Campus police pull videotape during erotica celebration

FLORIDA — The appeal continues in the case of a University of South Florida student who showed an lesbian instructional sex video in public.

Amy Andre from the New College at the University of South Florida has been granted a preliminary injunction against the university after campus police confiscated a instructional sex video she had shown in public.

The injunction stops the university from punishing Andre until the case is settled. The university is appealing the injunction and has until Sept. 30 to file a brief for the appeal.

Andre had the video taken away last fall while she was projecting it on the side of a dormitory building as part of a school-sponsored event to celebrate a student erotica publication.

The Florida American Civil Liberties Union quickly jumped to the defense of Andre. Florida ACLU attorney for the case Andrew Kayton said the campus police who confiscated “Annie Sprinkle’s Sluts and Goddesses Video Workshop” violated Andre’s First Amendment rights.
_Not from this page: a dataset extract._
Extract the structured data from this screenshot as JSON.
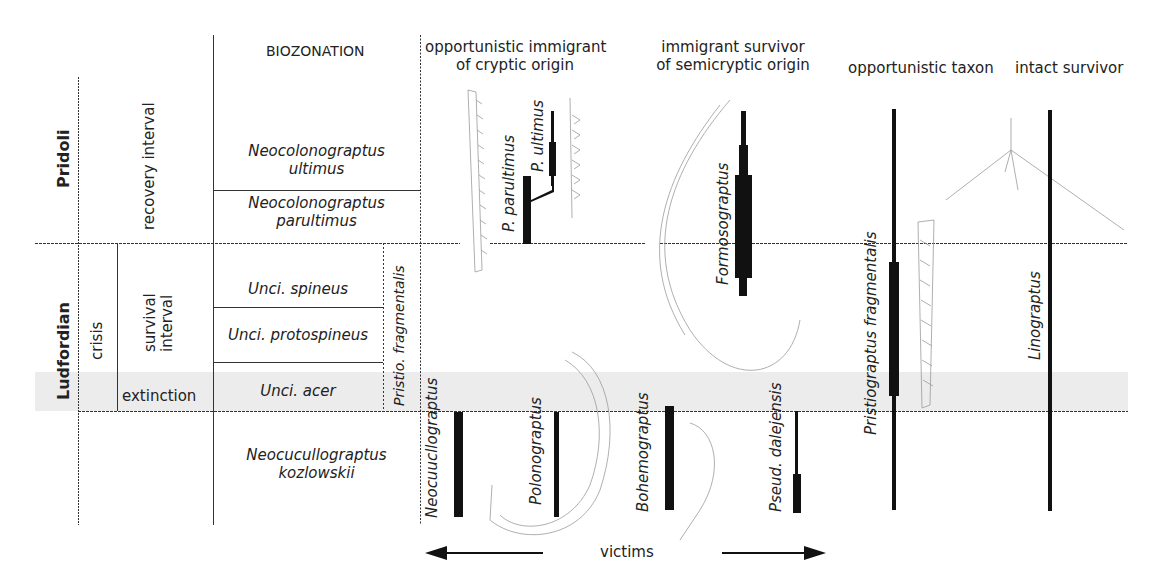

University spokesman Todd Simmons said this was not a case of her First Amendment rights being violated.

“We strongly support First Amendment rights,” Simmons said. “Where the university did draw the line is the showing of a movie that is explicit in nature.

“The question we have to ask is whether it’s appropriate for people under the age of 18,” he added.

Kayton said at this particular university, however, the activities in which Andre participated and the video she displayed are not unusual.

“The context is everything,” Kayton said. “[The university] historically has had an alternative lifestyle. What happened is not just out of the ordinary, but comparatively tame.”

The video, Kayton said, was “basically an instructional video on lesbian sex,” produced by performance artist and “sexpert” Annie Sprinkle. Sprinkle is a former prostitute and porn actress and has produced sex programs for HBO.

“It’s racy stuff, but it’s perfectly legitimate,” Kayton said about the video.

A federal district court in Florida apparently agreed, and the university will not be allowed to proceed with disciplinary hearings against Andre.

Judge Elizabeth Kovachevich wrote in Andre v. Castor (M.D.Fla. 1997) that disciplinary action by the school based on obscenity “would constitute an ongoing constitutional violation.”

Andre’s lawsuit against university officials has been stalled until the federal court of appeals decides whether she has the right to sue the state employees involved.